One method that could be used would be to generate "acceptable typos" upon initial password entry, then to store the hashes of all of these. There are some problems with this: you increase the time required for a password change and for password verification, especially if you're using a slow password hashing method, as usually recommended, and you increase the storage requirements by a potentially variable amount.
Assume that the password used is "Password1!", and that "acceptable typos" are the case of individual letters (or the presence of appropriate characters from pressing Shift and a number), the swapping of adjacent characters, and missing a single instance of a duplicated character (these are not the only possible typos, but from my typos, they're pretty easy to do!).
That means that all of the following would be acceptable:
Password1!
aPssword1!
Psasword1!
Password1! [transposing "s" and "s"]
Paswsord1!
Passowrd1!
Passwrod1!
Passwodr1!
Passwor1d!
Password!1
password1!
PAssword1!
PaSsword1!
PasSword1!
PassWord1!
PasswOrd1!
PasswoRd1!
PassworD1!
Password!!
Password11
Pasword1!
Given any reasonable password algorithm (or MD5), these will all have unrelated hashes:
2b4ae288a819f2bcf8e290332c838148
c435f7c0de60f0f69bce9f9a671e748a
8aed93fca5d9b2416c51fee36b03bc6b
9fbad358027d70c0db81fc23ab483c3c
dbf220c136f6b1f27c30997090da4697
c36fc47e48c2a52e450cd06f60bbd3bf
To verify a password in this case, you hash the input, and check all the possible values. You can even salt the input on an account level, and you only have to calculate one hash. There is a flaw though.
Knowing all of these hashes doesn't actually help an attacker directly, but they can apply the same rules as you did to any password list they have, and should any of the hashes match, they get access to the account - this applies if you use an account specific salt too. The trade-off for login speed helps them too.
Luckily, it's quite easy to defend against that, with a hash specific salt. If you use most implementations of bcrypt, you get this for free:
Password1!:$2a$04$GgLXwKnxLmnLV/UUtbYahuT9L8R.8/SoKAnRKZUyCuEEgfrX5ITLm
password1!:$2a$04$5Ol8psikd7h0Gt/ZWtQAve0PdA/LO4oub/0JMGC5AA/Rsup/3SBbG
Now they have to try all of the modifications against each stored hash. Depending on how you store your passwords, they might be able to optimise which variations they try against each hash, but since they don't know whether the correct password is "Password1!" or "pAssword1!", there is a risk of missing things if they do. However, when someone wants to log in, you need to do the same.
This is the trade-off - if you use a hashing method which takes 100ms to calculate, and need to calculate 1 value, it'll take 100ms to check. If you need to check 10 versions, it'll take 1s of processing time. If you do the checks one by one, you get a timing issue - fast responses mean the original password has been found, slower ones mean it has a typo. If you do them in parallel, you've increased the computing requirements for your system.
Using just the above list of "acceptable typos", you get a variable number of potential passwords. For "Password1!", that means you're storing 21 hashes, one of which happens to be a duplicate of the original password. If you require constant time output when logging into your system (this is a good thing), you either need to be able to calculate all these hashes in a given time, or to delay every login to the time it would take to calculate all the hashes for the longest password you support. If you don't, you've made a password length oracle.
There are hashing methods which allow for similar input to result in similar hashes, but these don't tend to have desirable properties for hashing passwords. They are generally optimised for finding similar parts of large data structures, so are high speed, meaning that large numbers of potential passwords can be tried quickly. They, by definition, don't have an avalanche effect, meaning that a potential attack could try common passwords, then pick the "closest" hash to the ones found for additional mutations. If an output hash from a mutation is "closer" to the stored ones, the input is also closer. With a cryptographic hash, even a fast one, changing a single character in the input is expected to change most of the output. There isn't a concept of "closer" in terms of output, so an attacker can't do better than random changes, hoping to get a match.
If you avoid the hashing issue completely, and go down the HSM route, it might be feasible to have a HSM which stores plain text passwords in an unrecoverable way, and which could produce responses of "original", "typo" and "no" using classical comparison methods. This might be acceptable if you allowed some actions to logged in users, but then required the correct password to be provided for high risk operations (e.g. changing the password), but it's not likely to be cost effective for most providers.
It's certainly possible, but there are a lot of potential issues with doing it, and it's unclear whether the UX benefits would justify the effort. It would probably be a lot easier to encourage the use of password manager applications, since they'll avoid the risk of typos in a lot of cases!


◆ ABOUT THIS TASK: Look through the material below and say how many of its lines carry the string "base". Only the number should be given.
─── DATA RECORDS ───
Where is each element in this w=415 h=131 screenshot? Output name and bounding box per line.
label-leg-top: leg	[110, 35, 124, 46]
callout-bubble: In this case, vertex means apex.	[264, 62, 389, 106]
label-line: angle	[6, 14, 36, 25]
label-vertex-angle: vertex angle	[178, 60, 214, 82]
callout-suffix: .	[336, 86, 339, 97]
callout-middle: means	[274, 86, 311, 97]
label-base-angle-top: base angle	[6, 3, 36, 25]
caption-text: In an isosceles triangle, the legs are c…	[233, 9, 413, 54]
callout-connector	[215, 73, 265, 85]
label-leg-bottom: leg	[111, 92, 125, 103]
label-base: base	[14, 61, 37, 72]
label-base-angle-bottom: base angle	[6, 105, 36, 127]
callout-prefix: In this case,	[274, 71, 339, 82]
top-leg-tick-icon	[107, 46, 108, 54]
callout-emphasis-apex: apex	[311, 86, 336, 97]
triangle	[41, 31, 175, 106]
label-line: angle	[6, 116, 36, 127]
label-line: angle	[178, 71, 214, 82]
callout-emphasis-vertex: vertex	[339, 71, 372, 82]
───
─── DATA RECORDS ───
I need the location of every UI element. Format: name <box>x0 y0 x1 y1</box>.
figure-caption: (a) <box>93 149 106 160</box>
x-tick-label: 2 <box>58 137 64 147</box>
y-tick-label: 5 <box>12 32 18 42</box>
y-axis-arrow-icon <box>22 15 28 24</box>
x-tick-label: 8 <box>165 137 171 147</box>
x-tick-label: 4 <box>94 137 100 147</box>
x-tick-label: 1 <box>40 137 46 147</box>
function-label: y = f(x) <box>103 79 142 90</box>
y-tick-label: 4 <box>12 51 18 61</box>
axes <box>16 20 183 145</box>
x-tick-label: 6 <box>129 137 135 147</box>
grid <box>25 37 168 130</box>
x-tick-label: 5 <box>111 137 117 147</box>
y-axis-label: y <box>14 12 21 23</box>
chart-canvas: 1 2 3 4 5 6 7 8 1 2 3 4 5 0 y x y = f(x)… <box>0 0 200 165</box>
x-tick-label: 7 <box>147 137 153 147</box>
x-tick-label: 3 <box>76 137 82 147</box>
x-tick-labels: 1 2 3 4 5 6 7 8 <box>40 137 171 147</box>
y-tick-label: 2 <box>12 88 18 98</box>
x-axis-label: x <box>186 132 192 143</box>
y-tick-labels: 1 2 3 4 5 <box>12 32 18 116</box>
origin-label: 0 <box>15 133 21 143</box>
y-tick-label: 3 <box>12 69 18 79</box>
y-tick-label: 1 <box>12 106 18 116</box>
───
─── DATA RECORDS ───
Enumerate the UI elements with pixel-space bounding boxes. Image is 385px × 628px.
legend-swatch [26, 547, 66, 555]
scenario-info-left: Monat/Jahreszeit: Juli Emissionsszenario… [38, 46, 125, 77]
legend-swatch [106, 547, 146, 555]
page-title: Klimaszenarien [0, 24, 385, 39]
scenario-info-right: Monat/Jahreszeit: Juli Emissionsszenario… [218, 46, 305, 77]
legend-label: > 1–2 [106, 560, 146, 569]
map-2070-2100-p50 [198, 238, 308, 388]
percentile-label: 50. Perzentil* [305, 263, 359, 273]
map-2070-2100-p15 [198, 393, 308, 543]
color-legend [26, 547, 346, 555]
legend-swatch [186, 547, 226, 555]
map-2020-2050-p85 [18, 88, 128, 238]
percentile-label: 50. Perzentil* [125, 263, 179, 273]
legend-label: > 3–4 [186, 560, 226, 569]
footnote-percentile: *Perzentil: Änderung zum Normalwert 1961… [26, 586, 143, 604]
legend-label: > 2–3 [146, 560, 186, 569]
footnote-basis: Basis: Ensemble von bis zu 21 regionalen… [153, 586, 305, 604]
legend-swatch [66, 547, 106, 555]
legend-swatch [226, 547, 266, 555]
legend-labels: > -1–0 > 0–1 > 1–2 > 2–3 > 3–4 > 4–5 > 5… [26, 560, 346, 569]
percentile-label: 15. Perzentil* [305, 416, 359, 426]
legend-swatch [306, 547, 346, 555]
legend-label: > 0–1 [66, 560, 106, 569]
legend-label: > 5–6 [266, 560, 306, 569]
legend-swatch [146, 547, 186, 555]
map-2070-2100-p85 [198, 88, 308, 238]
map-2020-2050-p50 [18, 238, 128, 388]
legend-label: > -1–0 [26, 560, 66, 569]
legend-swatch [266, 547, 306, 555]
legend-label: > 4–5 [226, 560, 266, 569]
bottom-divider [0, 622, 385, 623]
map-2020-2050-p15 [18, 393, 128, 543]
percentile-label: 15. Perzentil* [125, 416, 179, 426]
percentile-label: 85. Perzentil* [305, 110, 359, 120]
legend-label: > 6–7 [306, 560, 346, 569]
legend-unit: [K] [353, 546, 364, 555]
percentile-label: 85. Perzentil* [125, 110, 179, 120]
───
◆ TASK SOLUTION: 3